Alright, let’s dive into this tale—a messy, fascinating tech saga about a gadget dream that never saw the light of day. Grab some popcorn.
So, get this, the Surface Duo was supposed to be a Windows Phone. I mean, yeah, you’d never know it now with its Android vibes and all. But back in 2017, Microsoft had this whole plan, right? There were these nifty images that surfaced—no pun intended—and they spill the beans like nobody’s business on what this thing was supposed to be.
They called it Andromeda. Sounds epic, right? Like some cosmic thing or a far-off galaxy. But this was more down-to-earth—a dual-screen gizmo that was supposed to flip the smartphone world upside down. Custom OS, jazzy features, the whole shebang. Except, well, plot twist! It got canned in 2018. I guess stuff happens (or doesn’t).
Flash forward to now. Microsoft took that original idea and gave it a facelift, boom—Surface Duo, the Android version. But back when this was all starting, the Andromeda vision was like a completely different animal.
Picture a digital notebook in your pocket that also just so happened to be your phone. It was all about the pen, making it stand out from the rest—like “hey, I’m not just another rectangle in your pocket.” Quit imagining though, because, seriously, we only got to hear whispers of it until recently.
Some detective work on this GooFish platform (I know, right? GooFish?) dug up images of these Andromeda prototypes. They’re a bit banged up, but some are still ticking with that secret Windows version that never went public. It’s like discovering buried treasure no one knew about.
Check this out: Andromeda had beefed-up features like a back camera, wireless charging for the Slim Pen, and this sleek metal frame. Fancy, huh? But reality bites, as Surface Duo ditched most of this for lighter materials. Something about weight concerns, they say. Who would’ve thought the road to making things lighter ends up with plastic fiascos like cracking USB-C ports. Oh, Microsoft, you tricky so-and-sos.
And there were twists in the tale—like the 3D object scanner Microsoft was all excited about—thank you, HoloLens fervor—but the chapters on this gadget remain under lock and key. Early concepts even had a narrower, taller shape with, get this, fabric on the outside. A journal you could actually write on. Does that scream “hipster tech dream” or what?
The Windows these devices were being crafted around was something fresh back then. Imagine a universal shell that made dual screens make sense. Sketch right on your lock screen—with the Surface Pen, naturally. I guess it was kind of like having an endless supply of sticky notes and digital doodle pads at your fingertips. Apps could hover over your digital bullet journal like some futuristic take on the good ol’ Moleskine (but way cooler, in theory).
Closure on this? Nah. The drama ended abruptly, leaving Andromeda a phantom limb in Microsoft’s history. I got wind of it back in 2017—it was an electrifying chapter to follow. Now it’s just another tech folktale—a “what if” moment in the chronicles of Windows Phone, the kind of story you’d only believe because it’s so offbeat. So, would Andromeda, in its original mind-blowing idea, have changed the game? Who can say? Guess we gotta live in curiosity.
Got thoughts on this? Go rant in the comments.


Exercise requirements:
Select every line below containing the word "threshold".

*** Exercise input Section Begins ***

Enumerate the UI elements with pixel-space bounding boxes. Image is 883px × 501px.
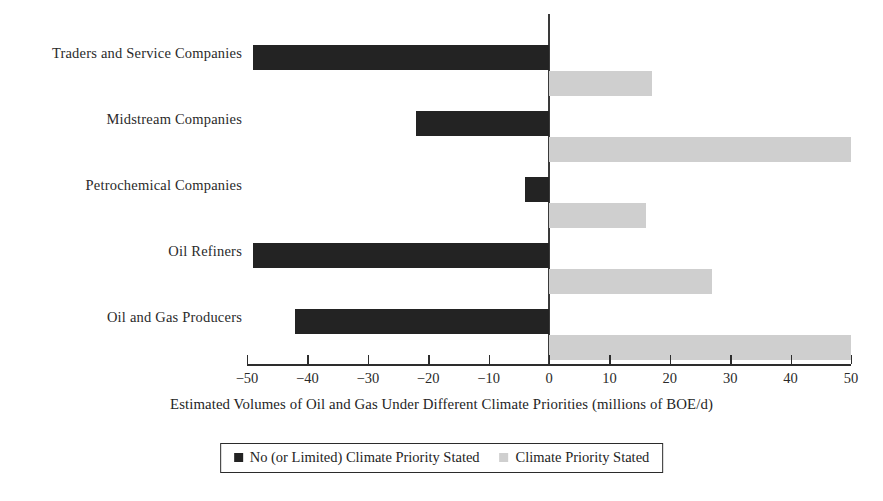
x-tick-label: 10 (602, 370, 617, 387)
bar-positive (549, 137, 851, 162)
x-tick-label: 50 (844, 370, 859, 387)
bar-negative (253, 45, 549, 70)
x-tick-label: 40 (783, 370, 798, 387)
x-tick-label: 0 (545, 370, 552, 387)
x-tick (549, 355, 550, 364)
legend-swatch-light-icon (500, 453, 509, 462)
category-label-oil-and-gas-producers: Oil and Gas Producers (0, 309, 242, 326)
category-label-petrochemical-companies: Petrochemical Companies (0, 177, 242, 194)
bar-negative (416, 111, 549, 136)
x-tick (368, 355, 369, 364)
category-label-oil-refiners: Oil Refiners (0, 243, 242, 260)
x-tick (307, 355, 308, 364)
x-tick-label: 20 (663, 370, 678, 387)
bar-chart: Traders and Service Companies Midstream … (0, 0, 883, 501)
bar-negative (295, 309, 549, 334)
x-tick (851, 355, 852, 364)
x-tick (489, 355, 490, 364)
x-tick (428, 355, 429, 364)
x-tick-label: −10 (477, 370, 500, 387)
category-label-midstream-companies: Midstream Companies (0, 111, 242, 128)
plot-area (247, 12, 851, 364)
legend-label-no-climate-priority: No (or Limited) Climate Priority Stated (250, 449, 480, 466)
bar-positive (549, 269, 712, 294)
x-axis-title: Estimated Volumes of Oil and Gas Under D… (0, 396, 883, 413)
legend-item-no-climate-priority: No (or Limited) Climate Priority Stated (234, 449, 480, 466)
x-axis-ticks: −50−40−30−20−1001020304050 (247, 356, 851, 396)
x-tick-label: −20 (417, 370, 440, 387)
legend-label-climate-priority: Climate Priority Stated (516, 449, 650, 466)
x-tick (730, 355, 731, 364)
bar-negative (253, 243, 549, 268)
category-axis-labels: Traders and Service Companies Midstream … (0, 0, 250, 360)
legend: No (or Limited) Climate Priority Stated … (220, 443, 664, 473)
bar-positive (549, 71, 652, 96)
x-tick (609, 355, 610, 364)
x-tick-label: 30 (723, 370, 738, 387)
x-tick (247, 355, 248, 364)
x-tick (791, 355, 792, 364)
x-tick (670, 355, 671, 364)
bar-positive (549, 203, 646, 228)
x-tick-label: −40 (296, 370, 319, 387)
legend-item-climate-priority: Climate Priority Stated (500, 449, 650, 466)
x-tick-label: −30 (356, 370, 379, 387)
category-label-traders-and-service-companies: Traders and Service Companies (0, 45, 242, 62)
bar-negative (525, 177, 549, 202)
legend-swatch-dark-icon (234, 453, 243, 462)
x-tick-label: −50 (236, 370, 259, 387)
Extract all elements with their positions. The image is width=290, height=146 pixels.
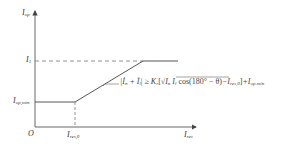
iopmin-label: Iop,min — [13, 97, 29, 105]
ires0-label: Ires,0 — [67, 131, 79, 139]
formula-iop-sub: op.min — [250, 81, 264, 86]
formula-minus-ires: −I — [222, 77, 230, 86]
formula-ge-k: ≥ K — [142, 77, 156, 86]
restraint-formula: |İn + İl| ≥ Kr[√In Il cos(180° − θ)−Ires… — [120, 77, 264, 86]
origin-label: O — [28, 130, 34, 138]
formula-plus: + İ — [127, 77, 139, 86]
formula-cos: cos(180° − θ) — [176, 77, 222, 86]
y-axis-label: Iop — [22, 9, 30, 17]
i1-label: I1 — [26, 56, 31, 64]
iopmin-label-sub: op,min — [16, 100, 30, 105]
y-axis-label-sub: op — [25, 12, 30, 17]
i1-label-sub: 1 — [29, 59, 32, 64]
x-axis-label-sub: res — [187, 134, 193, 139]
x-axis-label: Ires — [184, 131, 193, 139]
formula-ires-sub: res,0 — [230, 81, 240, 86]
characteristic-diagram — [0, 0, 290, 146]
ires0-label-sub: res,0 — [70, 134, 80, 139]
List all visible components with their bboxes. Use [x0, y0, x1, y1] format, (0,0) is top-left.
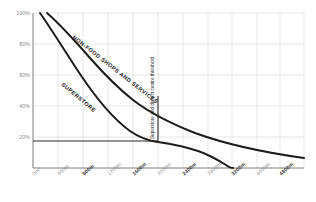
y-tick-label: 100% [16, 10, 30, 16]
series-label-non-food-shops-and-services: NON-FOOD SHOPS AND SERVICES [71, 34, 159, 105]
threshold-annotation-label: Superstore and district centre threshold [150, 56, 155, 139]
y-tick-label: 40% [19, 103, 30, 109]
y-tick-label: 80% [19, 41, 30, 47]
series-line-non-food-shops-and-services [47, 13, 304, 158]
y-tick-label: 60% [19, 72, 30, 78]
y-tick-label: 20% [19, 134, 30, 140]
threshold-marker [33, 96, 158, 141]
x-axis-ticks: 0m 400m 800m 1200m 1600m 2000m 2400m 280… [0, 172, 316, 202]
series-label-superstore: SUPERSTORE [60, 81, 97, 113]
chart-root: NON-FOOD SHOPS AND SERVICES SUPERSTORE S… [0, 0, 316, 202]
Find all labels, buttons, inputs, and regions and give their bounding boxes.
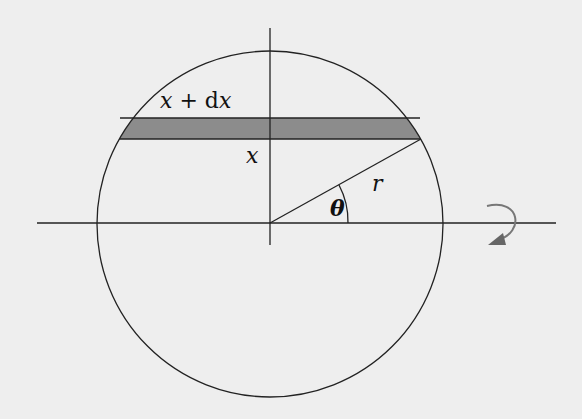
label-x: x (246, 143, 259, 168)
rotation-arrowhead-icon (488, 233, 506, 245)
label-x-plus-dx: x + dx (160, 88, 232, 113)
label-theta: θ (330, 195, 345, 221)
label-r: r (372, 171, 384, 196)
radius-line (270, 139, 421, 223)
sphere-slice-diagram: x + dx x r θ (0, 0, 582, 419)
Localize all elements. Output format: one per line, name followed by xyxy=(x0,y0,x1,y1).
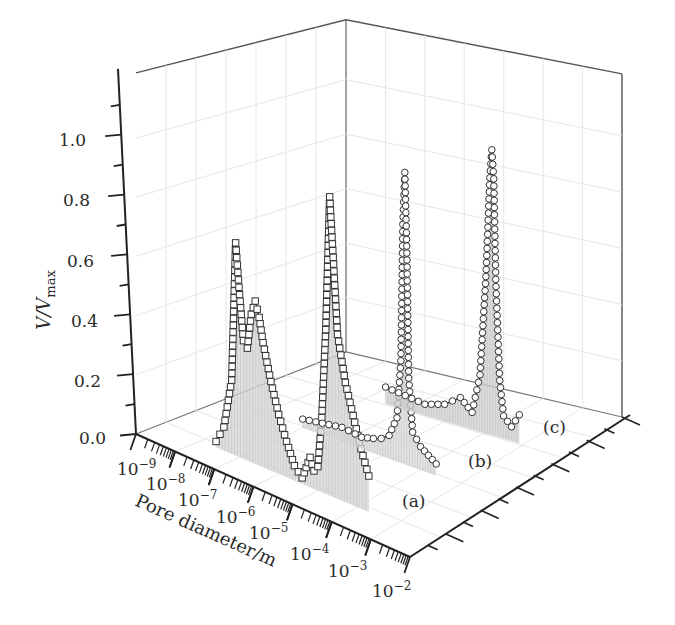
wall-top-edge xyxy=(136,20,622,74)
data-marker xyxy=(239,324,245,330)
x-minor-tick xyxy=(391,550,394,559)
data-marker xyxy=(478,350,485,357)
data-marker xyxy=(477,364,484,371)
data-marker xyxy=(313,419,320,426)
x-minor-tick xyxy=(223,474,226,483)
data-marker xyxy=(335,338,341,344)
data-marker xyxy=(261,346,267,352)
x-tick-label: 10−4 xyxy=(290,542,330,564)
x-minor-tick xyxy=(230,478,233,487)
data-marker xyxy=(360,452,366,458)
data-marker xyxy=(338,352,344,358)
y-axis-title: V/Vmax xyxy=(33,270,58,330)
data-marker xyxy=(435,401,442,408)
data-marker xyxy=(254,306,260,312)
data-marker xyxy=(234,254,240,260)
data-marker xyxy=(252,298,258,304)
data-marker xyxy=(398,358,405,365)
data-marker xyxy=(449,398,456,405)
data-marker xyxy=(481,308,488,315)
data-marker xyxy=(221,424,227,430)
data-marker xyxy=(320,374,326,380)
data-marker xyxy=(328,227,334,233)
data-marker xyxy=(330,247,336,253)
data-marker xyxy=(230,336,236,342)
back-walls xyxy=(136,20,622,434)
data-marker xyxy=(395,389,402,396)
data-marker xyxy=(232,240,238,246)
data-marker xyxy=(496,377,503,384)
data-marker xyxy=(491,204,498,211)
data-marker xyxy=(272,398,278,404)
data-marker xyxy=(347,399,353,405)
data-marker xyxy=(258,327,264,333)
data-marker xyxy=(330,261,336,267)
gridlines xyxy=(136,27,622,539)
data-marker xyxy=(229,363,235,369)
data-marker xyxy=(479,336,486,343)
data-marker xyxy=(492,255,499,262)
data-marker xyxy=(231,301,237,307)
x-minor-tick xyxy=(152,442,155,451)
data-marker xyxy=(478,343,485,350)
data-marker xyxy=(244,345,250,351)
data-marker xyxy=(404,278,411,285)
data-marker xyxy=(324,284,330,290)
data-marker xyxy=(489,154,496,161)
data-marker xyxy=(236,284,242,290)
data-marker xyxy=(490,176,497,183)
data-marker xyxy=(265,365,271,371)
data-marker xyxy=(496,363,503,370)
data-marker xyxy=(479,329,486,336)
data-marker xyxy=(227,384,233,390)
data-marker xyxy=(404,264,411,271)
x-minor-tick xyxy=(145,439,148,448)
y-minor-tick xyxy=(120,284,129,286)
data-marker xyxy=(405,312,412,319)
data-marker xyxy=(409,429,416,436)
depth-axis-line xyxy=(410,415,630,557)
series-label-b: (b) xyxy=(468,451,492,471)
data-marker xyxy=(402,203,409,210)
data-marker xyxy=(478,357,485,364)
data-marker xyxy=(323,305,329,311)
data-marker xyxy=(366,473,372,479)
x-minor-tick xyxy=(398,553,401,562)
data-marker xyxy=(342,379,348,385)
data-marker xyxy=(508,424,515,431)
y-axis-title-subscript: max xyxy=(43,270,58,298)
data-marker xyxy=(405,326,412,333)
y-tick-label: 0.4 xyxy=(71,311,98,331)
data-marker xyxy=(285,444,291,450)
series-label-a: (a) xyxy=(402,491,425,511)
data-marker xyxy=(470,402,477,409)
data-marker xyxy=(497,384,504,391)
data-marker xyxy=(492,240,499,247)
data-marker xyxy=(475,379,482,386)
data-marker xyxy=(398,307,405,314)
y-major-tick xyxy=(114,314,130,316)
y-minor-tick xyxy=(123,344,132,346)
data-marker xyxy=(491,219,498,226)
data-marker xyxy=(345,427,352,434)
data-marker xyxy=(271,392,277,398)
data-marker xyxy=(492,233,499,240)
data-marker xyxy=(235,269,241,275)
x-minor-tick xyxy=(347,530,350,539)
data-marker xyxy=(226,390,232,396)
y-major-tick xyxy=(105,135,121,137)
data-marker xyxy=(491,197,498,204)
data-marker xyxy=(319,401,325,407)
data-marker xyxy=(481,301,488,308)
x-minor-tick xyxy=(163,448,166,457)
data-marker xyxy=(482,280,489,287)
data-marker xyxy=(493,283,500,290)
data-marker xyxy=(350,412,356,418)
depth-tick xyxy=(551,464,569,472)
y-minor-tick xyxy=(111,105,120,107)
data-marker xyxy=(494,319,501,326)
data-marker xyxy=(289,456,295,462)
data-marker xyxy=(362,459,368,465)
data-marker xyxy=(398,314,405,321)
series-b xyxy=(299,169,439,475)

*** Exercise input Section Ends ***

Response box:
threshold-annotation-label: Superstore and district centre threshold [150, 56, 155, 139]
threshold-marker [33, 96, 158, 141]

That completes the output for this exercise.